Oakes examines the Supreme Court’s tragic Dred Scott majority decision, which Chief Justice Roger Taney “opened with a long and distorted history purporting to show that Blacks were not and never had been citizens of the United States.” He justified enslavement by arguing that slaves are racially inferior, “so far inferior that they had no rights which the white man was bound to respect.” But Justice John McLean dissented, arguing that “a slave is not a mere chattel. He bears the impress of his Maker, and is amenable to the laws of God and man.”

Oakes helped me see the importance of a Biblical worldview to the slavery debate and its successor, the abortion debate. (Oakes does not mention the latter: This is my practical application.) For millennia in much of the world, slaves captured in war were obviously owned by their masters, who could use, abuse, or sell them as the owners saw fit. Similarly, “products of conception” are obviously owned by their mothers now, or historically their fathers, to live or die as the owners see fit. That changes for the enslaved, born and unborn, when we understand that God is in charge.

Lincoln thundered about the Dred Scott decision’s impact on blacks in words we can apply to today’s unborn: “All the powers on earth seem rapidly combining against him. Mammon is after him. … They have him in his prison house. … One after another they have closed the heavy iron doors upon him, and now they have him, as it were, bolted in with a lock of a hundred keys.” We can also apply Lincoln’s accurate prediction about the Fugitive Slave Act to today’s pro-abortion provisions: “There are some laws that communities find so morally offensive that they will never be fully obeyed.”

Alexander Stephens, the Confederacy’s vice president, claimed faith in Christ but also claimed in his 1861 Cornerstone Speech that whites are now and forever superior to blacks. If you know anyone who still believes that, I recommend C. Herbert Oliver’s No Flesh Shall Glory: How the Bible Destroys the Foundations of Racism (P&R, 1959; new edition, 2021).

Bookmarks

Nathan Stormer’s Sign of Pathology (Pennsylvania State University Press, 2015) is an example of what’s almost universal in academia: a pro-­abortion stance so pathological that it can’t even take seriously pro-life arguments.

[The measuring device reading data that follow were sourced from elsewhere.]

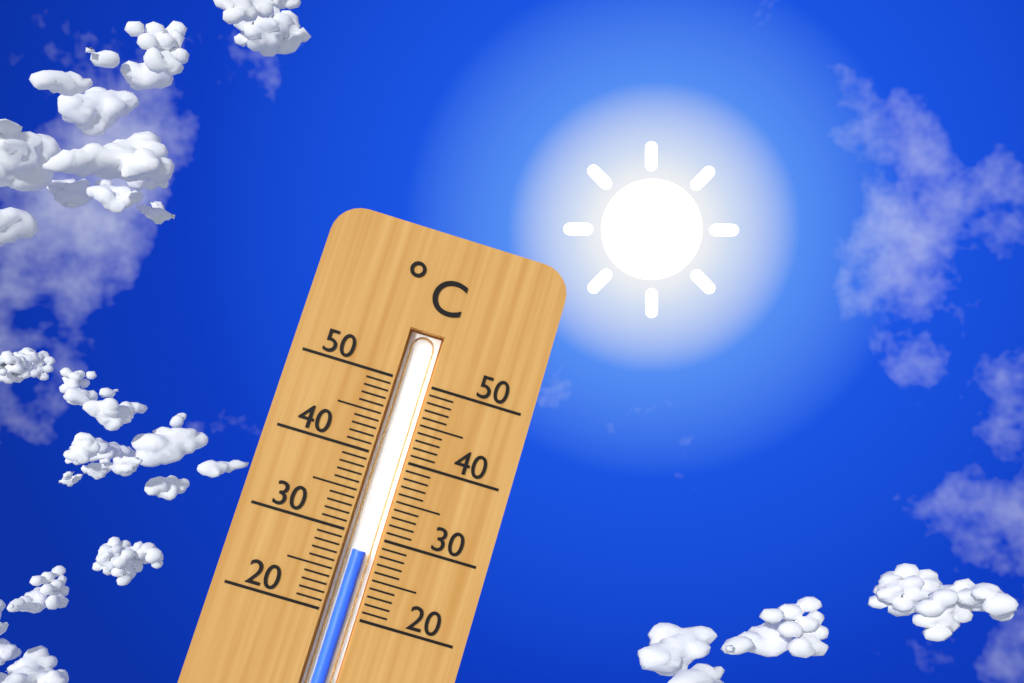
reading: 28 °C
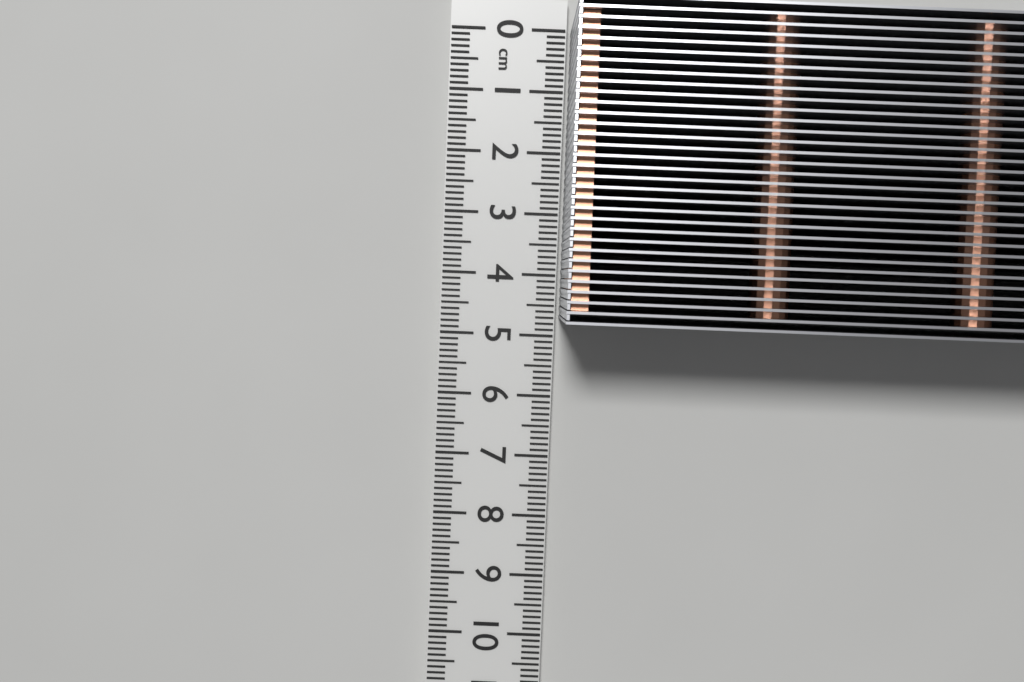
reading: 4.7 cm
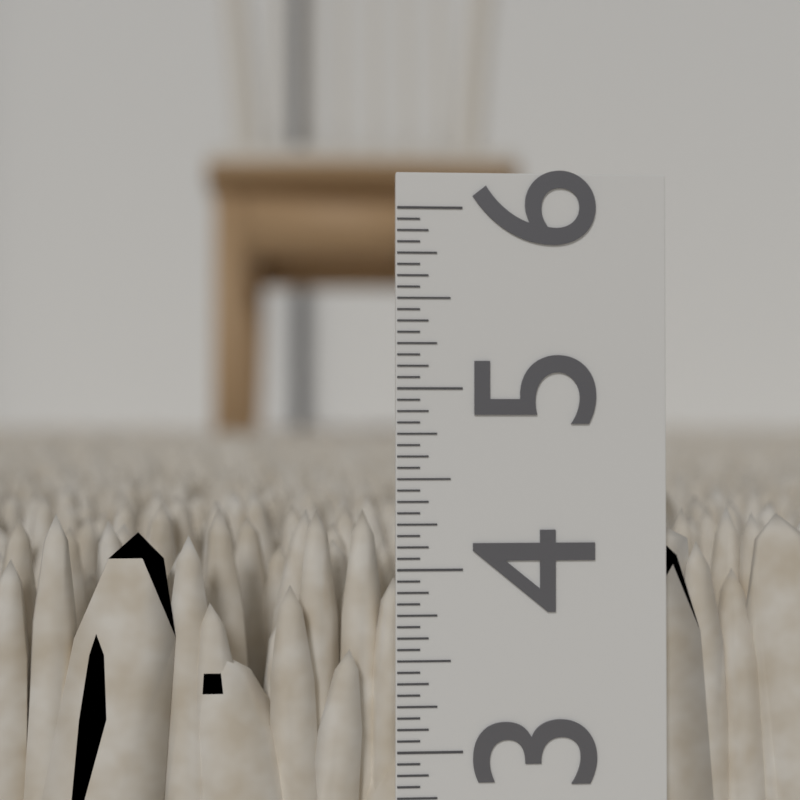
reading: 4.3125 in
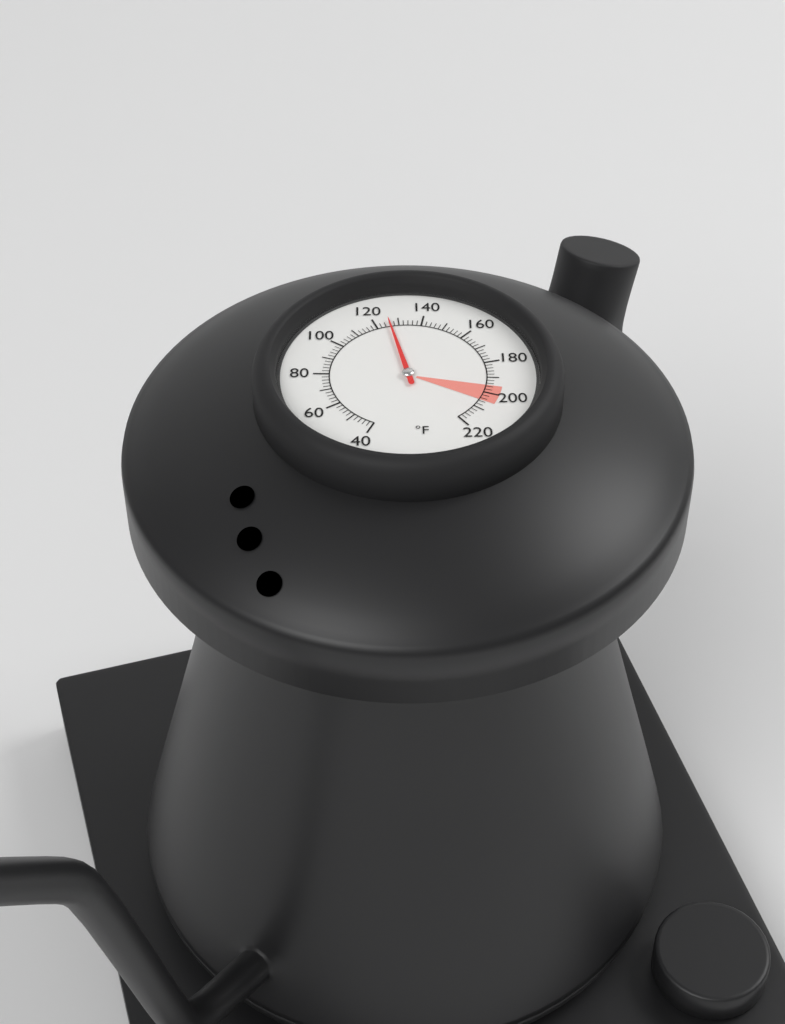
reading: 126 °F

Stormer makes babies disappear: He writes that abortion “if done improperly or by unskilled hands can be quite dangerous.” (But the unborn child, whether sliced or bludgeoned, lets out a silent scream.) Stormer mocks doctors who tried to protect babies a century ago: These “physicians lacked biopolitical savvy.”

Stormer also writes, “In the antebellum United States, most people did not believe that ending a pregnancy before quickening was wrong.” He offers no proof of that, but lack of evidence isn’t significant because abortion, rather than being about life and death, merely serves “a rhetorical purpose as the symptom of something else.” Millions of pro-life women purportedly don’t understand their real role: to serve “ideologies critical of modernity, the foremost being a patriarchal view of women’s proper place in the scheme of the world.” —M.O.


Marvin Olasky

Marvin is the former editor in chief of WORLD, having retired in January 2022, and former dean of World Journalism Institute. He joined WORLD in 1992 and has been a university professor and provost. He has written more than 20 books, including Reforming Journalism.